Tags for: ART Is the Agent of Change
  • Lecture

Photo: Rikki Van Camp. Photo courtesy of G. Peter Jemison

ART Is the Agent of Change

Saturday, March 4, 2023, 2:00 p.m.
Location: Gartner Auditorium

About The Event

Free; ticket required

Join G. Peter Jemison (Seneca, Heron Clan)—esteemed artist, author, curator, educator, and filmmaker—for a lecture on his wide-ranging career given in conjunction with the museum’s new Indigenous Peoples and Land Acknowledgment. Jemison, an authority on Haudenosaunee history, is a self-described “culture worker” and builds bridges to broad audiences by improving understanding of Seneca traditions and history. The Haudenosaunee [hoe-deh-no-show-knee] or Iroquois Confederacy comprises six nations; among them are the Seneca and Cayuga, who are recognized in the acknowledgment.  

During Jemison’s decades-long career, his paintings, videos, and mixed-media works have explored a variety of topics, ranging from contemporary political and social commentary to reflections on human relationships with the natural world. Widely shown and collected, his work is rooted in the framework of Native American art and embodies orenda, the traditional Haudenosaunee (Iroquois) belief that every living thing and part of creation contains a spiritual force.

 

All education programs at the Cleveland Museum of Art are underwritten by the CMA Fund for Education. Major annual support is provided by Brenda and Marshall Brown, Mr. and Mrs.
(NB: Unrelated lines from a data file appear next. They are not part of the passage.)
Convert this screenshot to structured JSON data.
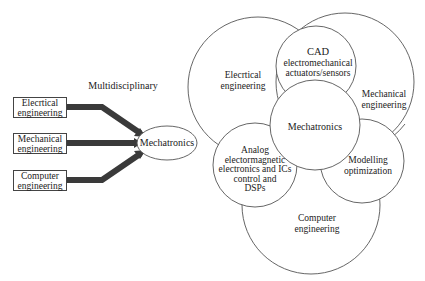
{
  "left_diagram": {
    "title": "Multidisciplinary",
    "inputs": [
      {
        "line1": "Elecrtical",
        "line2": "engineering"
      },
      {
        "line1": "Mechanical",
        "line2": "engineering"
      },
      {
        "line1": "Computer",
        "line2": "engineering"
      }
    ],
    "target": "Mechatronics",
    "arrow_color": "#3a3a3a"
  },
  "venn_diagram": {
    "circles": [
      {
        "id": "electrical",
        "lines": [
          "Elecrtical",
          "engineering"
        ]
      },
      {
        "id": "mechanical",
        "lines": [
          "Mechanical",
          "engineering"
        ]
      },
      {
        "id": "computer",
        "lines": [
          "Computer",
          "engineering"
        ]
      },
      {
        "id": "cad",
        "lines": [
          "CAD",
          "electromechanical",
          "actuators/sensors"
        ]
      },
      {
        "id": "analog",
        "lines": [
          "Analog",
          "electormagnetic",
          "electronics and ICs",
          "control and",
          "DSPs"
        ]
      },
      {
        "id": "modelling",
        "lines": [
          "Modelling",
          "optimization"
        ]
      },
      {
        "id": "mechatronics",
        "lines": [
          "Mechatronics"
        ]
      }
    ],
    "stroke_color": "#555555"
  }
}
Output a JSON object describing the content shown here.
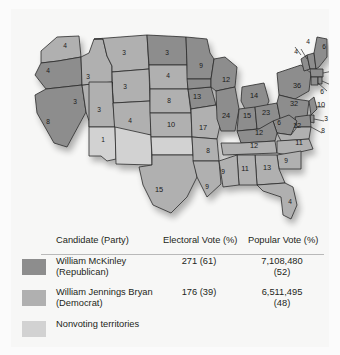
{
  "figure": {
    "background": "#fbfbfb",
    "panel_background": "#f7f7f6"
  },
  "colors": {
    "republican": "#8d8d8d",
    "democrat": "#b0b0b0",
    "nonvoting": "#d2d2d2",
    "water": "#f2f2f0",
    "border": "#2b2b2b",
    "text": "#231f20",
    "rule": "#b9b9b9"
  },
  "table": {
    "headers": {
      "candidate": "Candidate (Party)",
      "electoral": "Electoral Vote (%)",
      "popular": "Popular Vote (%)"
    },
    "rows": [
      {
        "swatch": "republican",
        "name_line1": "William McKinley",
        "name_line2": "(Republican)",
        "electoral_line1": "271 (61)",
        "electoral_line2": "",
        "popular_line1": "7,108,480",
        "popular_line2": "(52)"
      },
      {
        "swatch": "democrat",
        "name_line1": "William Jennings Bryan",
        "name_line2": "(Democrat)",
        "electoral_line1": "176 (39)",
        "electoral_line2": "",
        "popular_line1": "6,511,495",
        "popular_line2": "(48)"
      }
    ],
    "nonvoting_label": "Nonvoting territories"
  },
  "chart_data": {
    "type": "map",
    "legend": [
      "William McKinley (Republican)",
      "William Jennings Bryan (Democrat)",
      "Nonvoting territories"
    ],
    "totals": {
      "republican_electoral": 271,
      "republican_electoral_pct": 61,
      "republican_popular": 7108480,
      "republican_popular_pct": 52,
      "democrat_electoral": 176,
      "democrat_electoral_pct": 39,
      "democrat_popular": 6511495,
      "democrat_popular_pct": 48
    },
    "states": [
      {
        "code": "WA",
        "votes": 4,
        "party": "democrat",
        "x": 54,
        "y": 37
      },
      {
        "code": "OR",
        "votes": 4,
        "party": "republican",
        "x": 37,
        "y": 62
      },
      {
        "code": "ID",
        "votes": 3,
        "party": "democrat",
        "x": 77,
        "y": 68
      },
      {
        "code": "MT",
        "votes": 3,
        "party": "democrat",
        "x": 113,
        "y": 44
      },
      {
        "code": "ND",
        "votes": 3,
        "party": "republican",
        "x": 156,
        "y": 44
      },
      {
        "code": "SD",
        "votes": 4,
        "party": "democrat",
        "x": 157,
        "y": 67
      },
      {
        "code": "MN",
        "votes": 9,
        "party": "republican",
        "x": 190,
        "y": 57
      },
      {
        "code": "WI",
        "votes": 12,
        "party": "republican",
        "x": 215,
        "y": 71
      },
      {
        "code": "MI",
        "votes": 14,
        "party": "republican",
        "x": 243,
        "y": 87
      },
      {
        "code": "NY",
        "votes": 36,
        "party": "republican",
        "x": 286,
        "y": 77
      },
      {
        "code": "VT",
        "votes": 4,
        "party": "republican",
        "x": 285,
        "y": 43
      },
      {
        "code": "NH",
        "votes": 4,
        "party": "republican",
        "x": 297,
        "y": 33
      },
      {
        "code": "ME",
        "votes": 6,
        "party": "republican",
        "x": 313,
        "y": 38
      },
      {
        "code": "MA",
        "votes": 15,
        "party": "republican",
        "x": 325,
        "y": 64
      },
      {
        "code": "RI",
        "votes": 4,
        "party": "republican",
        "x": 322,
        "y": 78
      },
      {
        "code": "CT",
        "votes": 6,
        "party": "republican",
        "x": 311,
        "y": 83
      },
      {
        "code": "PA",
        "votes": 32,
        "party": "republican",
        "x": 283,
        "y": 95
      },
      {
        "code": "NJ",
        "votes": 10,
        "party": "republican",
        "x": 310,
        "y": 96
      },
      {
        "code": "DE",
        "votes": 3,
        "party": "republican",
        "x": 315,
        "y": 110
      },
      {
        "code": "MD",
        "votes": 8,
        "party": "republican",
        "x": 312,
        "y": 122
      },
      {
        "code": "OH",
        "votes": 23,
        "party": "republican",
        "x": 255,
        "y": 104
      },
      {
        "code": "IN",
        "votes": 15,
        "party": "republican",
        "x": 236,
        "y": 107
      },
      {
        "code": "IL",
        "votes": 24,
        "party": "republican",
        "x": 215,
        "y": 107
      },
      {
        "code": "IA",
        "votes": 13,
        "party": "republican",
        "x": 186,
        "y": 88
      },
      {
        "code": "NE",
        "votes": 8,
        "party": "democrat",
        "x": 158,
        "y": 92
      },
      {
        "code": "WY",
        "votes": 3,
        "party": "democrat",
        "x": 114,
        "y": 78
      },
      {
        "code": "UT",
        "votes": 3,
        "party": "democrat",
        "x": 88,
        "y": 101
      },
      {
        "code": "NV",
        "votes": 3,
        "party": "democrat",
        "x": 64,
        "y": 93
      },
      {
        "code": "CA",
        "votes": 8,
        "party": "republican",
        "x": 37,
        "y": 113
      },
      {
        "code": "CO",
        "votes": 4,
        "party": "democrat",
        "x": 119,
        "y": 112
      },
      {
        "code": "KS",
        "votes": 10,
        "party": "democrat",
        "x": 160,
        "y": 116
      },
      {
        "code": "MO",
        "votes": 17,
        "party": "democrat",
        "x": 192,
        "y": 119
      },
      {
        "code": "KY",
        "votes": 12,
        "party": "republican",
        "x": 248,
        "y": 124
      },
      {
        "code": "WV",
        "votes": 6,
        "party": "republican",
        "x": 268,
        "y": 114
      },
      {
        "code": "VA",
        "votes": 12,
        "party": "democrat",
        "x": 286,
        "y": 117
      },
      {
        "code": "NC",
        "votes": 11,
        "party": "democrat",
        "x": 288,
        "y": 134
      },
      {
        "code": "TN",
        "votes": 12,
        "party": "democrat",
        "x": 243,
        "y": 137
      },
      {
        "code": "SC",
        "votes": 9,
        "party": "democrat",
        "x": 275,
        "y": 152
      },
      {
        "code": "GA",
        "votes": 13,
        "party": "democrat",
        "x": 256,
        "y": 159
      },
      {
        "code": "AL",
        "votes": 11,
        "party": "democrat",
        "x": 234,
        "y": 160
      },
      {
        "code": "MS",
        "votes": 9,
        "party": "democrat",
        "x": 212,
        "y": 163
      },
      {
        "code": "AR",
        "votes": 8,
        "party": "democrat",
        "x": 197,
        "y": 142
      },
      {
        "code": "LA",
        "votes": 9,
        "party": "democrat",
        "x": 196,
        "y": 178
      },
      {
        "code": "TX",
        "votes": 15,
        "party": "democrat",
        "x": 148,
        "y": 181
      },
      {
        "code": "FL",
        "votes": 4,
        "party": "democrat",
        "x": 279,
        "y": 193
      },
      {
        "code": "OK",
        "votes": 1,
        "party": "nonvoting",
        "x": 92,
        "y": 131
      }
    ],
    "nonvoting_territories": [
      "Arizona Territory",
      "New Mexico Territory",
      "Oklahoma Territory",
      "Indian Territory"
    ]
  }
}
Walter E. Fortney, David and Robin Gunning, Dieter and Susan M. Kaesgen, Eva and Rudolf Linnebach, Gail C. and Elliott L. Schlang, Shurtape Technologies, and the Kelvin and Eleanor Smith Foundation. Generous annual support is provided by Gini and Randy Barbato, the M. E. and F. J. Callahan Foundation, Char and Chuck Fowler, the Giant Eagle Foundation, Robin Heiser, the Lloyd D. Hunter Memorial Fund, the late Marta and the late Donald M. Jack Jr., Bill and Joyce Litzler, the Logsdon Family Fund for Education, William J. and Katherine T. O’Neill, Mandi Rickelman, Betty T. and David M. Schneider, the Sally and Larry Sears Fund for Education Endowment, Roy Smith, Paula and Eugene Stevens, the Trilling Family Foundation, and the Womens Council of the Cleveland Museum of Art.

    The Cleveland Museum of Art is funded in part by residents of Cuyahoga County through a public grant from Cuyahoga Arts & Culture.

    Education programs are supported in part by the Ohio Arts Council, which receives support from the State of Ohio and the National Endowment for the Arts.